Luke also recounts this incident because it foreshadows a much darker time in Mary’s life: 20 years later, at another Passover, she spent three frantic days before going to look for the body of her crucified son. That story, however, ends not in the temple but at the entrance of the tomb, where she is told by an angel, “why look among the dead for someone who is alive?” The joy of Christmas points directly to the sorrow of Good Friday. The humility of the Incarnation was the foundation for the greater humility which Jesus showed in accepting the cross. But it also points to the resurrection, the sure sign of the love of God for his creation. The story of Mary and Joseph finding the child Jesus in the Temple should remind us that we too can find the resurrected Lord present here at this mass, on this altar. In his humility Jesus continues to be present in his Father’s house.

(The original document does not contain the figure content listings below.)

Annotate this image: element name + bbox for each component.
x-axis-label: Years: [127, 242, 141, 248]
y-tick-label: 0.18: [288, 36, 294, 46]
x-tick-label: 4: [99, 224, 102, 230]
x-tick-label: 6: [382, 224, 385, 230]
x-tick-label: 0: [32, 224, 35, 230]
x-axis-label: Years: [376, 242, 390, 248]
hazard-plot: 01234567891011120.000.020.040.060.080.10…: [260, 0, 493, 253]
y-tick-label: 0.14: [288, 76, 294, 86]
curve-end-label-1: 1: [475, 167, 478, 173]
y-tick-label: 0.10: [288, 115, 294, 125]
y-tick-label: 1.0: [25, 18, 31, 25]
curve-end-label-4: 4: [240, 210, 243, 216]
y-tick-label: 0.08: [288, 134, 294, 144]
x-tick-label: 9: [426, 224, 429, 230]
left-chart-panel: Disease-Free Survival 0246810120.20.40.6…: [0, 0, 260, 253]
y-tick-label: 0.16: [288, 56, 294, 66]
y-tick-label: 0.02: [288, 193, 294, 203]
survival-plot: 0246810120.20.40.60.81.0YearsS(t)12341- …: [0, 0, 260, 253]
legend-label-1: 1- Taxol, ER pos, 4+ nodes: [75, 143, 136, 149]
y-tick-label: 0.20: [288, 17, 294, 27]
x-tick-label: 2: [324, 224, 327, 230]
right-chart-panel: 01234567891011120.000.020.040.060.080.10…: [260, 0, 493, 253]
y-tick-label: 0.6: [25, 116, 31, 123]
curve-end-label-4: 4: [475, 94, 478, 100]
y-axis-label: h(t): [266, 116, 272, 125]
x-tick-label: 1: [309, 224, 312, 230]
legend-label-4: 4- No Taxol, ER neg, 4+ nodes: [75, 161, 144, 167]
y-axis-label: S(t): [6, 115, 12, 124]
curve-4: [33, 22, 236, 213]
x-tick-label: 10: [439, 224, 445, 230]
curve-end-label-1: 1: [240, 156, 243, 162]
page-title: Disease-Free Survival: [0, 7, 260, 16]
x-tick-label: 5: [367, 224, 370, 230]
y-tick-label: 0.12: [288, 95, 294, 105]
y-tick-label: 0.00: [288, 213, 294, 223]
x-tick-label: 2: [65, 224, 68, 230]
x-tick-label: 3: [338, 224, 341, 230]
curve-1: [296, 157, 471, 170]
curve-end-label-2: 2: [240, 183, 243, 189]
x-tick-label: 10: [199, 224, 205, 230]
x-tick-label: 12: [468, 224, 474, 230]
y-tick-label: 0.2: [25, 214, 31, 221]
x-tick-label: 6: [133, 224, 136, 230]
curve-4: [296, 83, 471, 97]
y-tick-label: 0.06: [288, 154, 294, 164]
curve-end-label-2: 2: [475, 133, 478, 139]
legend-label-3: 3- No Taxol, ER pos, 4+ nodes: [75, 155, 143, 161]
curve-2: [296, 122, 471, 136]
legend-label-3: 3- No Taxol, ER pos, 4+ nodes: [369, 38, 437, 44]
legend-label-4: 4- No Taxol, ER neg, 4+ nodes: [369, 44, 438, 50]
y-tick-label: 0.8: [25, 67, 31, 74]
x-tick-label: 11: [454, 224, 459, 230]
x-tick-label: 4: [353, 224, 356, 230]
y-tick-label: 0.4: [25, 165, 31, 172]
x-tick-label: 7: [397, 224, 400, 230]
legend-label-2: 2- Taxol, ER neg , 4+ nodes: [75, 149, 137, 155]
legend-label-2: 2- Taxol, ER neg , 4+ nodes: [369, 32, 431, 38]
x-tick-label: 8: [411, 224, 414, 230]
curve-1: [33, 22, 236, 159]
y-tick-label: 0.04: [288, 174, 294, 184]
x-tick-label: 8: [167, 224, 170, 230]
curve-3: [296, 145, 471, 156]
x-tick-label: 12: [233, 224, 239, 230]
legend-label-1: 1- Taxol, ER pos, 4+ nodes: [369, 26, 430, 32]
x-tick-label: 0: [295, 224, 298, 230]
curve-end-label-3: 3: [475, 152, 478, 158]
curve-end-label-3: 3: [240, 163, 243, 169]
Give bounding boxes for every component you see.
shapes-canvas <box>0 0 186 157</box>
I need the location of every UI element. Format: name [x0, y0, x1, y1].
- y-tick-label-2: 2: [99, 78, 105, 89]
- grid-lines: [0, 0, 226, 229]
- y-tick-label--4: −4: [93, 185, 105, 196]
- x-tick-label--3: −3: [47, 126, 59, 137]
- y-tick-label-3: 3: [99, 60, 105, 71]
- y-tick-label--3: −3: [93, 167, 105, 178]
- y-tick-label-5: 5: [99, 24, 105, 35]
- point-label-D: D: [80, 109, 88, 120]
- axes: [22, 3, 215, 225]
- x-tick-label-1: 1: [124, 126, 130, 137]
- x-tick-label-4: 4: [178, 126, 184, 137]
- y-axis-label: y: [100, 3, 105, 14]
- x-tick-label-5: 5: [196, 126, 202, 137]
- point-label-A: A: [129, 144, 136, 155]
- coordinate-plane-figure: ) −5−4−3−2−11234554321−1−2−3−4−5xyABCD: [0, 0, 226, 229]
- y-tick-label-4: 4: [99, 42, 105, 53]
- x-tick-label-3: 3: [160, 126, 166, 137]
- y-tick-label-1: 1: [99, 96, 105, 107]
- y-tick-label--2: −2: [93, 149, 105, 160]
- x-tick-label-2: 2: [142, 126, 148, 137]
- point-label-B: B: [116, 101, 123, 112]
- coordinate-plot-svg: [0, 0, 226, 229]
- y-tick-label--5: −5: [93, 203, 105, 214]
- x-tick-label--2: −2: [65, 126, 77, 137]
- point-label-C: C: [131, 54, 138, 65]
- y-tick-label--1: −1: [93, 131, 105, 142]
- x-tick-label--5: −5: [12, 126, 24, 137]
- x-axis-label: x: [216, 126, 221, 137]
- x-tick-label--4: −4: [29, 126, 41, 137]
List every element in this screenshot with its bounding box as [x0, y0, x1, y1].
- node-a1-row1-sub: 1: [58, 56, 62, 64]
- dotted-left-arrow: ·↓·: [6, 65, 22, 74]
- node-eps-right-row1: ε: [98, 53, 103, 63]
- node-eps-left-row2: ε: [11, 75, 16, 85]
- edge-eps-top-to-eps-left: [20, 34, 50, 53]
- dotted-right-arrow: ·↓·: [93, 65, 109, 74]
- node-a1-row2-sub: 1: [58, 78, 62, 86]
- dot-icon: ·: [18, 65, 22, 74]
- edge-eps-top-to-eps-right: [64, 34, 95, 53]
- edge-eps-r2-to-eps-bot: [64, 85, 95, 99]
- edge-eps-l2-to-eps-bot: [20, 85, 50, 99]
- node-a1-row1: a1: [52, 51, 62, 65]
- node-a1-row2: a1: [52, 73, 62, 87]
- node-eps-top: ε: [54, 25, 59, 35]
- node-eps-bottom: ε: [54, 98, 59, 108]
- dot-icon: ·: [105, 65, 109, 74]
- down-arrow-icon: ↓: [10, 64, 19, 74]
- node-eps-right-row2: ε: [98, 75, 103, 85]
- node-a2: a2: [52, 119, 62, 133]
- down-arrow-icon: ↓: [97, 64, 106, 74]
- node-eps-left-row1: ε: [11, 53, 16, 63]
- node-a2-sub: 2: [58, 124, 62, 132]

I want to conclude by reflecting on the first two readings. To complement the Gospel on the Holy Family, the readings from Sirach and from Paul’s letter to the Colossians illustrate the virtues that should shape and sustain family life. The wisdom literature of Sirach would have been implicit in how Mary and Joseph understood their roles as parents. St. Paul’s exhortation to the Church of Colossae was intended to be applied more broadly, but would have found immediate application in daily family life.
For us too, these readings are a useful guide, particularly during this hectic holiday season. As we gather with family, some of whom we may love but not particularly like, expectations and tensions can run high. It is far too easy for tempers to flare, for sharp words to be exchanged, for old fights to be revived. When this happens, we are called, as Christians, to put on Christ’s peace. We are called to make a conscious decision to be kind, gentle and humble, even though we feel quite the opposite. We are called to “put on love”: to bear with one another and forgive one another. This will not always come easily, but Paul specifically reminds us that God has shown us mercy, and we must imitate His mercy and love.
But, while we must bear with one another in the ordinary course of events, there is nothing in today’s readings, or in Scripture, that requires us to accept abuse or attacks on our dignity as children of God. It is a sad fact that domestic abuse is far too common in America, and the stress of the holidays brings it to the fore: the short tempered husband with a drinking problem; the jealous, controlling boyfriend; the spouse who lashes out physically in response to every perceived problem. There is also a temptation to to ignore it or worse, to explain it away. “It’s not so bad”; “she doesn’t mean it”; “he’ll grow out of it”; “cut him some slack, he’s going through a tough patch at work”.
If you see this happening, do not be a silent witness. Learn to recognize the signs: the bruises, the excuses. Reach out with love and “heartfelt compassion” to the victim. Help her (or him—men can also be the victims of abuse) to see that it is not supposed to be like this, and help her to get professional help, and, if necessary, to get out of an abusive relationship. This Christmas season, and throughout the year, strive, as best as you can, to make our families places of joy, mutual love and respect, as it was for the Holy Family.